Turning his back at length upon the sea, Cheenbuk returned to the camp, lay down on the couch which he had made for himself on the opposite side of the fire from the canoe, and, in a few moments more, was in the health- and strength-restoring regions of Oblivion.

CHAPTER TWELVE.

HOME--SWEET HOME--AND SMOKE, ETCETERA.

The favouring calm continued until Cheenbuk with his companion arrived at Waruskeek.

It was about mid-day when their canoe turned round the headland and entered the inlet near the head of which lay the Eskimo village.

The boy Anteek happened to be standing on the sh.o.r.e at the time, beside the young girl Nootka. They were looking out to sea, and observed the canoe the moment it turned the point of rocks.
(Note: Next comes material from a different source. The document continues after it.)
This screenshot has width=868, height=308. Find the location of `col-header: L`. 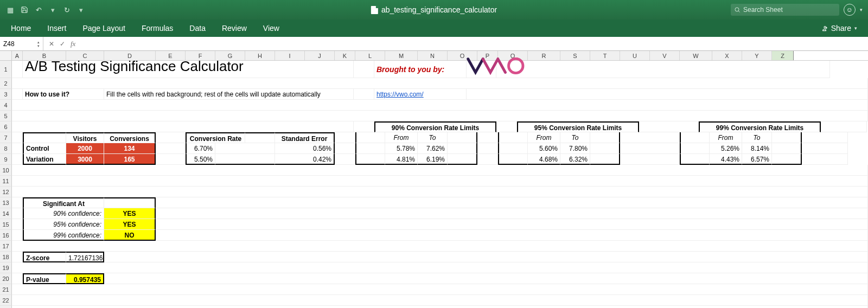

col-header: L is located at coordinates (370, 55).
"Hoi-oi!" yelled Anteek with an emphasis that caused the inhabitants of the whole village to leap out of every hut with the celerity of squirrels, and rush to the sh.o.r.e. Here those who had first arrived were eagerly commenting on the approaching visitors.
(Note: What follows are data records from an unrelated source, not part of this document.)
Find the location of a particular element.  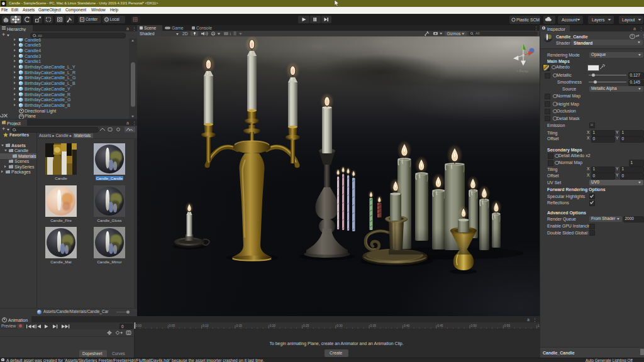

svg-text: 0:40 is located at coordinates (407, 326).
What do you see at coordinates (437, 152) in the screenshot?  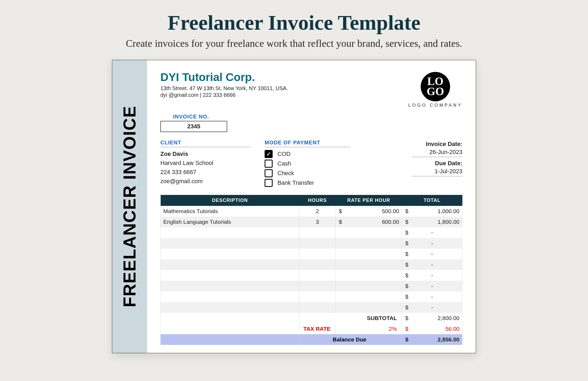 I see `invoice-date-value: 26-Jun-2023` at bounding box center [437, 152].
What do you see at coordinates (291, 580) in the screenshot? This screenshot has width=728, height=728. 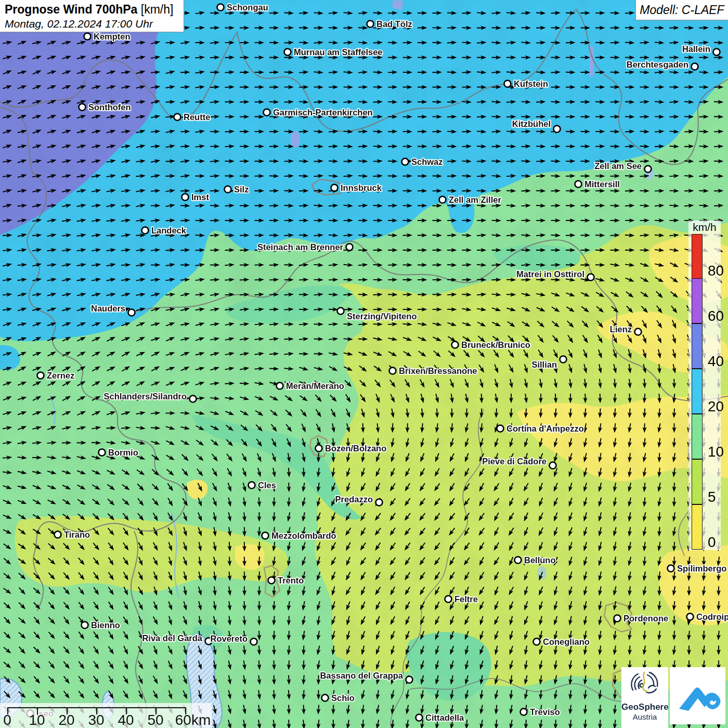 I see `city-label: Trento` at bounding box center [291, 580].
"A kayak of the Fire-spouters!" cried Anteek, with a look of intense glee, for nothing was so dear to the soul of that volatile youth, as that which suggested danger, except, perhaps, that which involved fun.

"The kayak is indeed that of a Fire-spouter," said old Mangivik, shaking his grey head, "but I don't think any Fire-spouter among them would be such a fool as to run his head into our very jaws."

"I'm not ready to agree with you, old man," began Gartok.

"No; you're never ready to agree with any one!" growled Mangivik parenthetically.

"For the Fire-spouters," continued Gartok, disregarding the growl, "are afraid of nothing. Why should they be when they can spout wounds and death so easily?"

Poor Gartok spoke feelingly, for his wounded leg had reduced his vigour considerably, and he was yet only able to limp about with the aid of a stick, while his lieutenant Ondikik was reduced to skin and bone by the injury to his back.

Suddenly Mangivik became rather excited.

"Woman," he said earnestly to his wife, who stood beside him, "do you see who steers the kayak? Look, your eyes are better than mine."

"No. I do not."

"Look again!" cried Anteek, pushing forward at that moment. "He is not a Fire-spouter. He is _one of us_! But the one in front is a Fire-spouter woman. Look at the man! Don't you know him?"

There was an intensity of suppressed fervour in the manner of the boy, and an unwonted glitter in his eyes, which impressed every one who noticed him.